Research & Publications

Research Summary

Michael I. Miller's research expertise lies at the intersection of biomedical data science, neuroengineering, and data-driven medicine. Using medical imaging data and computational approaches to brain mapping, Dr. Miller and his lab develop non-invasive technologies and clinical biomarkers that can predict patient risk and track progression of neurological disorders. 

Dr. Miller’s early work with Murray Sachs on neural codes provided the first complete representation of voiced pitch and stop consonants in the brainstem. These codes formed the basis for signal processing in modern cochlear implants, arguably the most successful neuroprosthetic device to date as they allow many children with profound hearing loss to participate fully in mainstream society. Dr. Miller continued these efforts in brain mapping by developing computational tools to understand and predict how anatomical changes in the medial temporal lobe and other subcortical structures lead to the development and progression of neurodegenerative diseases such as Huntington’s and Alzheimer’s. The field of computational anatomy grew out of Dr. Miller’s work as a modern way to derive sensitive biomarkers of disease from metrics of anatomy obtained by clinical imaging. Dr. Miller and his colleagues were the first to show that clinical MRI can detect medial temporal lobe pathology for staging of Alzheimer’s more than 10 years before symptom onset.
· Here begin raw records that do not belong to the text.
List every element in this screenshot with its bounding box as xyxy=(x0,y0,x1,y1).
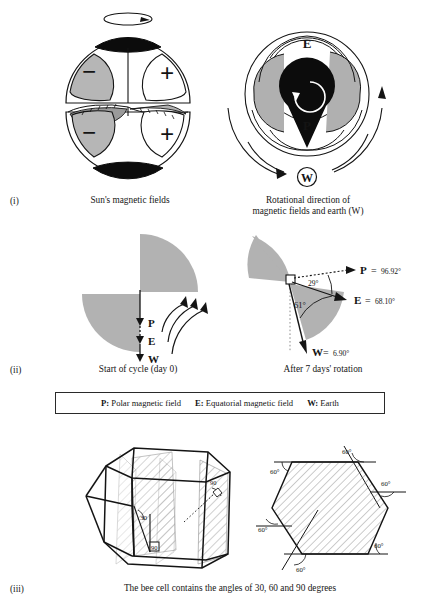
panel-iii-bee-cell-3d: 30 90 90 xyxy=(76,444,246,579)
panel-ii-start-of-cycle: P E W xyxy=(68,232,218,362)
sector-upper-left xyxy=(248,235,290,282)
legend-key-E: E: xyxy=(195,398,204,408)
arc-arrowhead-2 xyxy=(190,298,198,310)
legend-text-W: Earth xyxy=(318,398,339,408)
label-earth-W: W xyxy=(301,171,313,185)
arc-arrowhead-3 xyxy=(200,302,208,314)
vector-value-E: E = 68.10° xyxy=(354,294,395,306)
caption-sun-magnetic-fields: Sun's magnetic fields xyxy=(50,195,210,206)
vector-value-W: W = 6.90° xyxy=(312,346,349,358)
bee-cell-3d-svg: 30 90 90 xyxy=(76,444,246,579)
svg-text:E: E xyxy=(354,294,361,306)
legend-text-P: Polar magnetic field xyxy=(109,398,181,408)
angle-label-90-bottom: 90 xyxy=(151,544,158,551)
hexagon-angle-label-3: 60° xyxy=(381,480,391,487)
vector-P-line xyxy=(294,270,348,278)
svg-text:6.90°: 6.90° xyxy=(333,349,349,358)
rotation-direction-arcs xyxy=(162,304,204,354)
label-polar-field-P: P xyxy=(303,118,311,133)
hexagon-svg: 60° 60° 60° 60° 60° 60° xyxy=(248,436,413,581)
vector-label-P: P xyxy=(148,317,155,329)
sun-upper-hemisphere: − + xyxy=(66,37,190,103)
arrowhead-vector-W xyxy=(299,340,307,354)
angle-label-30: 30 xyxy=(140,514,148,522)
panel-index-i: (i) xyxy=(10,196,19,206)
polarity-label-positive-lower: + xyxy=(160,121,174,148)
legend-item-earth: W: Earth xyxy=(307,398,339,408)
panel-index-iii: (iii) xyxy=(10,584,24,594)
quadrant-upper-right xyxy=(140,234,198,292)
vector-value-P: P = 96.92° xyxy=(360,264,401,276)
hexagon-angle-label-1: 60° xyxy=(270,468,280,475)
label-equatorial-field-E: E xyxy=(303,36,312,51)
svg-text:=: = xyxy=(323,347,329,358)
hexagon-shape xyxy=(272,462,388,554)
arrowhead-right xyxy=(378,86,386,99)
angle-label-90-right: 90 xyxy=(210,479,217,486)
arc-arrowhead-1 xyxy=(180,296,188,308)
hexagon-angle-label-2: 60° xyxy=(342,448,352,455)
caption-rotational-direction: Rotational direction of magnetic fields … xyxy=(222,195,394,217)
legend-key-W: W: xyxy=(307,398,318,408)
svg-text:96.92°: 96.92° xyxy=(381,267,401,276)
arrowhead-left xyxy=(276,168,287,179)
start-of-cycle-svg: P E W xyxy=(68,232,218,362)
svg-text:=: = xyxy=(371,265,377,276)
hexagon-angle-label-5: 60° xyxy=(296,566,306,573)
angle-label-29: 29° xyxy=(308,279,319,288)
hexagon-angle-label-4: 60° xyxy=(374,542,384,549)
arrowhead-W xyxy=(136,354,144,362)
legend-box: P: Polar magnetic field E: Equatorial ma… xyxy=(55,392,385,414)
svg-text:W: W xyxy=(312,346,323,358)
caption-after-rotation: After 7 days' rotation xyxy=(238,364,408,375)
legend-item-equatorial: E: Equatorial magnetic field xyxy=(195,398,293,408)
rotation-arrow-icon xyxy=(104,13,152,25)
panel-ii-after-rotation: 29° 61° P = 96.92° E = 68.10° W = 6.90° xyxy=(244,230,422,365)
hexagon-angle-label-6: 60° xyxy=(258,526,268,533)
svg-text:68.10°: 68.10° xyxy=(375,297,395,306)
polarity-label-negative-lower: − xyxy=(82,119,96,146)
polarity-label-positive-upper: + xyxy=(160,60,174,87)
panel-i-rotational-direction: E P W xyxy=(222,22,392,190)
arrowhead-vector-P xyxy=(346,266,356,274)
panel-i-sun-magnetic-fields: − + − + xyxy=(48,8,208,188)
legend-key-P: P: xyxy=(101,398,109,408)
caption-start-of-cycle: Start of cycle (day 0) xyxy=(58,364,218,375)
sun-magnetic-fields-svg: − + − + xyxy=(48,8,208,188)
legend-item-polar: P: Polar magnetic field xyxy=(101,398,181,408)
panel-iii-hexagon: 60° 60° 60° 60° 60° 60° xyxy=(248,436,413,581)
svg-text:=: = xyxy=(365,295,371,306)
inner-face-3 xyxy=(132,452,176,556)
vector-label-E: E xyxy=(148,335,155,347)
angle-label-61: 61° xyxy=(294,300,306,310)
after-rotation-svg: 29° 61° P = 96.92° E = 68.10° W = 6.90° xyxy=(244,230,422,365)
earth-marker-W: W xyxy=(298,168,317,187)
sector-lower-right xyxy=(290,284,344,340)
rotational-direction-svg: E P W xyxy=(222,22,392,190)
polarity-label-negative-upper: − xyxy=(82,58,96,85)
svg-text:P: P xyxy=(360,264,367,276)
panel-index-ii: (ii) xyxy=(10,365,21,375)
legend-text-E: Equatorial magnetic field xyxy=(204,398,293,408)
quadrant-lower-left xyxy=(82,294,140,352)
sun-lower-hemisphere: − + xyxy=(66,104,190,179)
caption-bee-cell: The bee cell contains the angles of 30, … xyxy=(80,583,380,594)
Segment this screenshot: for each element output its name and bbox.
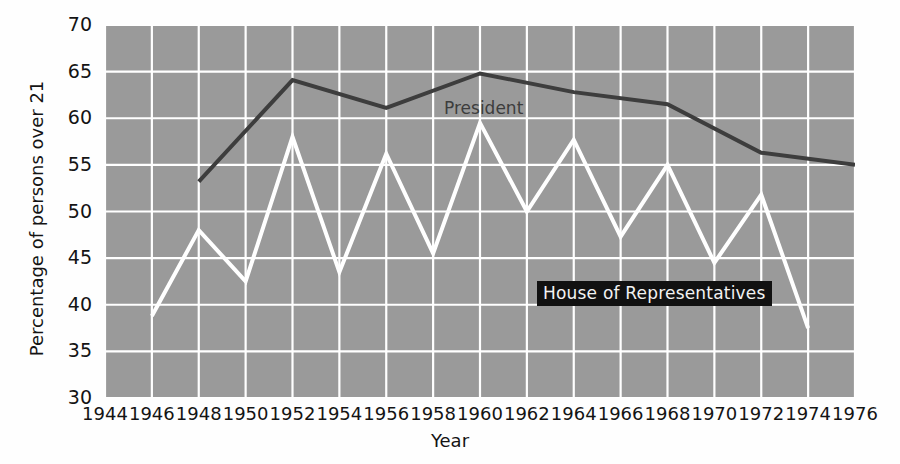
series-label-house-of-representatives: House of Representatives bbox=[537, 281, 772, 306]
x-axis-tick-1954: 1954 bbox=[316, 404, 362, 424]
x-axis-tick-1970: 1970 bbox=[691, 404, 737, 424]
x-axis-tick-1962: 1962 bbox=[504, 404, 550, 424]
x-axis-tick-1944: 1944 bbox=[82, 404, 128, 424]
x-axis-tick-1976: 1976 bbox=[832, 404, 878, 424]
x-axis-tick-1950: 1950 bbox=[223, 404, 269, 424]
x-axis-label: Year bbox=[0, 430, 900, 451]
x-axis-tick-1956: 1956 bbox=[363, 404, 409, 424]
y-axis-tick-50: 50 bbox=[22, 202, 92, 221]
y-axis-tick-35: 35 bbox=[22, 341, 92, 360]
x-axis-tick-1968: 1968 bbox=[645, 404, 691, 424]
x-axis-tick-1960: 1960 bbox=[457, 404, 503, 424]
series-label-president: President bbox=[444, 98, 523, 118]
series-line-president bbox=[199, 73, 855, 181]
x-axis-tick-1964: 1964 bbox=[551, 404, 597, 424]
plot-area: President House of Representatives bbox=[105, 25, 855, 398]
x-axis-tick-1952: 1952 bbox=[270, 404, 316, 424]
x-axis-tick-1974: 1974 bbox=[785, 404, 831, 424]
x-axis-tick-1972: 1972 bbox=[738, 404, 784, 424]
y-axis-tick-70: 70 bbox=[22, 15, 92, 34]
x-axis-tick-1948: 1948 bbox=[176, 404, 222, 424]
y-axis-tick-45: 45 bbox=[22, 248, 92, 267]
x-axis-tick-1958: 1958 bbox=[410, 404, 456, 424]
chart-figure: Percentage of persons over 21 3035404550… bbox=[0, 0, 900, 464]
y-axis-tick-40: 40 bbox=[22, 295, 92, 314]
y-axis-tick-65: 65 bbox=[22, 62, 92, 81]
x-axis-tick-1966: 1966 bbox=[598, 404, 644, 424]
x-axis-tick-1946: 1946 bbox=[129, 404, 175, 424]
y-axis-tick-60: 60 bbox=[22, 108, 92, 127]
data-series-lines bbox=[105, 25, 855, 398]
y-axis-tick-55: 55 bbox=[22, 155, 92, 174]
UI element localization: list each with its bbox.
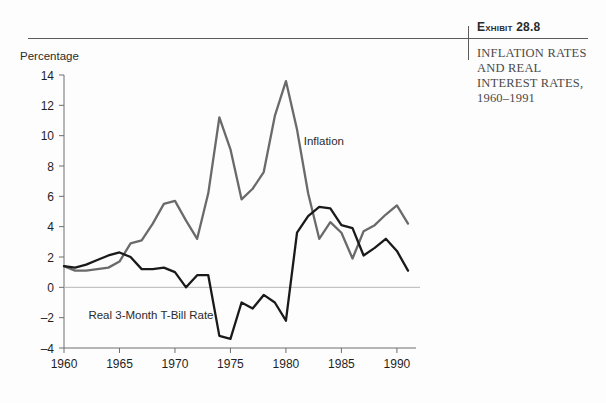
x-tick-label: 1985	[328, 357, 355, 371]
y-tick-label: 0	[47, 281, 54, 295]
x-tick-label: 1960	[51, 357, 78, 371]
y-tick-label: 6	[47, 190, 54, 204]
x-tick-label: 1975	[217, 357, 244, 371]
x-tick-label: 1980	[273, 357, 300, 371]
series-line-inflation	[64, 81, 408, 271]
series-annotation: Real 3-Month T-Bill Rate	[88, 309, 213, 321]
exhibit-title-line-1: INFLATION RATES	[477, 46, 601, 61]
header-divider-vertical	[468, 26, 469, 60]
exhibit-title-line-2: AND REAL	[477, 61, 601, 76]
line-chart: 14121086420–2–4 196019651970197519801985…	[0, 44, 460, 394]
header-divider-horizontal	[28, 38, 588, 39]
y-tick-label: –4	[41, 342, 55, 356]
y-tick-label: 8	[47, 160, 54, 174]
y-tick-label: 4	[47, 220, 54, 234]
chart-series-group	[64, 81, 408, 339]
exhibit-page: Exhibit 28.8 INFLATION RATES AND REAL IN…	[0, 0, 606, 403]
x-tick-label: 1990	[384, 357, 411, 371]
y-tick-label: 10	[41, 129, 55, 143]
y-tick-label: 14	[41, 69, 55, 83]
chart-annotations: InflationReal 3-Month T-Bill Rate	[88, 135, 344, 321]
exhibit-number: Exhibit 28.8	[477, 20, 540, 34]
exhibit-title-line-3: INTEREST RATES,	[477, 76, 601, 91]
x-tick-label: 1970	[162, 357, 189, 371]
x-axis-ticks: 1960196519701975198019851990	[51, 348, 411, 371]
exhibit-title: INFLATION RATES AND REAL INTEREST RATES,…	[477, 46, 601, 106]
y-tick-label: 2	[47, 251, 54, 265]
exhibit-title-years: 1960–1991	[477, 91, 601, 106]
y-tick-label: 12	[41, 99, 55, 113]
y-tick-label: –2	[41, 311, 55, 325]
x-tick-label: 1965	[106, 357, 133, 371]
chart-plot-area: 14121086420–2–4 196019651970197519801985…	[0, 44, 460, 394]
y-axis-title: Percentage	[20, 50, 79, 62]
series-annotation: Inflation	[304, 135, 344, 147]
y-axis-ticks: 14121086420–2–4	[41, 69, 64, 356]
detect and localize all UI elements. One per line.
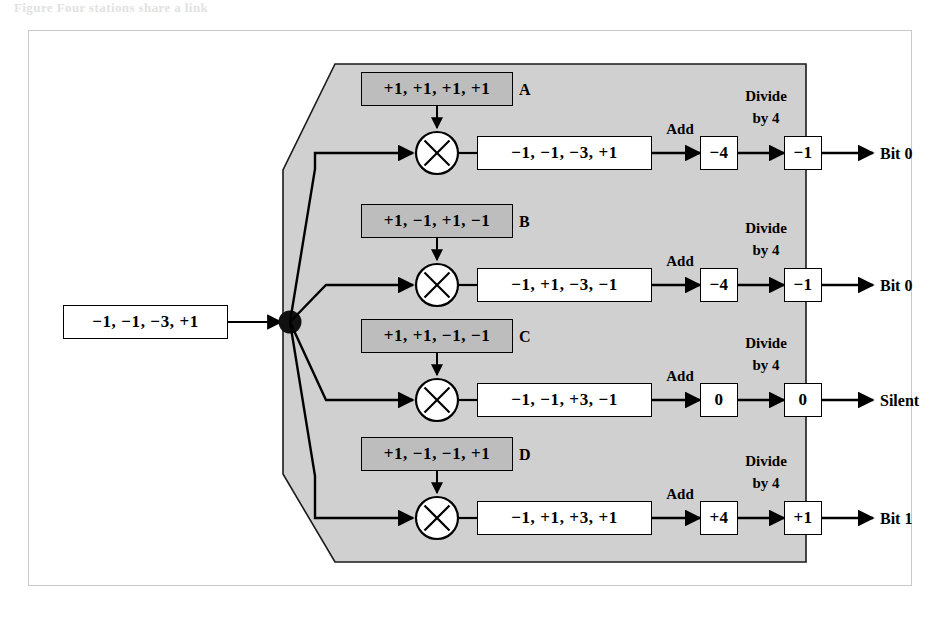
add-label-c: Add <box>658 368 702 385</box>
add-label-d: Add <box>658 486 702 503</box>
product-box-d: −1, +1, +3, +1 <box>477 501 652 535</box>
divide-label-d-line1: Divide <box>733 453 799 470</box>
code-box-a: +1, +1, +1, +1 <box>361 72 513 106</box>
code-box-c: +1, +1, −1, −1 <box>361 319 513 353</box>
divide-label-d-line2: by 4 <box>733 475 799 492</box>
input-signal-box: −1, −1, −3, +1 <box>63 305 228 339</box>
sum-box-d: +4 <box>700 501 738 535</box>
quotient-box-b: −1 <box>784 268 822 302</box>
code-box-d: +1, −1, −1, +1 <box>361 437 513 471</box>
divide-label-a-line2: by 4 <box>733 110 799 127</box>
code-letter-b: B <box>519 213 530 231</box>
code-letter-a: A <box>519 81 531 99</box>
code-letter-d: D <box>519 446 531 464</box>
divide-label-b-line2: by 4 <box>733 242 799 259</box>
sum-box-b: −4 <box>700 268 738 302</box>
add-label-b: Add <box>658 253 702 270</box>
add-label-a: Add <box>658 121 702 138</box>
code-letter-c: C <box>519 328 531 346</box>
sum-box-a: −4 <box>700 136 738 170</box>
sum-box-c: 0 <box>700 383 738 417</box>
output-label-d: Bit 1 <box>880 510 912 528</box>
product-box-c: −1, −1, +3, −1 <box>477 383 652 417</box>
output-label-a: Bit 0 <box>880 145 912 163</box>
quotient-box-a: −1 <box>784 136 822 170</box>
divide-label-c-line1: Divide <box>733 335 799 352</box>
output-label-b: Bit 0 <box>880 277 912 295</box>
divide-label-a-line1: Divide <box>733 88 799 105</box>
product-box-a: −1, −1, −3, +1 <box>477 136 652 170</box>
quotient-box-c: 0 <box>784 383 822 417</box>
divide-label-c-line2: by 4 <box>733 357 799 374</box>
output-label-c: Silent <box>880 392 919 410</box>
quotient-box-d: +1 <box>784 501 822 535</box>
code-box-b: +1, −1, +1, −1 <box>361 204 513 238</box>
figure-canvas: Figure Four stations share a link <box>0 0 948 620</box>
divide-label-b-line1: Divide <box>733 220 799 237</box>
product-box-b: −1, +1, −3, −1 <box>477 268 652 302</box>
This translational work influenced the diagnostic criteria for Alzheimer’s disease developed by the NIH in 2011 and offers the promise that preclinical disease can be predicted and managed via non-invasive clinical imaging.

Technology Expertise Keywords

biomedical data science; computational neuroscience; medical imaging; computational anatomy; pattern theory; neurodegeneration; brain mapping

Selected Publications

View all on PubMed

Tang X, Ross CA, Johnson H, Paulsen JS, Younes L, Albin RL, Ratnanather JT, Miller MI (2019) Regional subcortical shape analysis in premanifest Huntington's disease. Hum Brain Mapp 40(5):1419-1433.

Younes L, Albert M, Moghekar A, Soldan A, Pettigrew C, Miller MI (2019) Identifying changepoints in biomarkers during the preclinical phase of Alzheimer's disease. Front Aging Neurosci 11:74. 

Tward DJ, Sicat CS, Brown T, Bakker A, Gallagher M, Albert M, Miller MI (2017) Entorhinal and transentorhinal atrophy in mild cognitive impairment using longitudinal diffeomorphometry. Alzheimers Dement (Amst) 9:41-50.

Younes L, Albert M, Miller MI, BIOCARD Research Team (2014) Inferring changepoint times of medial temporal lobe morphometric change in preclinical Alzheimer’s disease. Neuroimage Clin 5:178-187.

Bakker A, Kirwan CB, Miller M, Stark CE (2008) Pattern separation in the human hippocampal CA3 and dentate gyrus. Science 319(5870):1640-1642.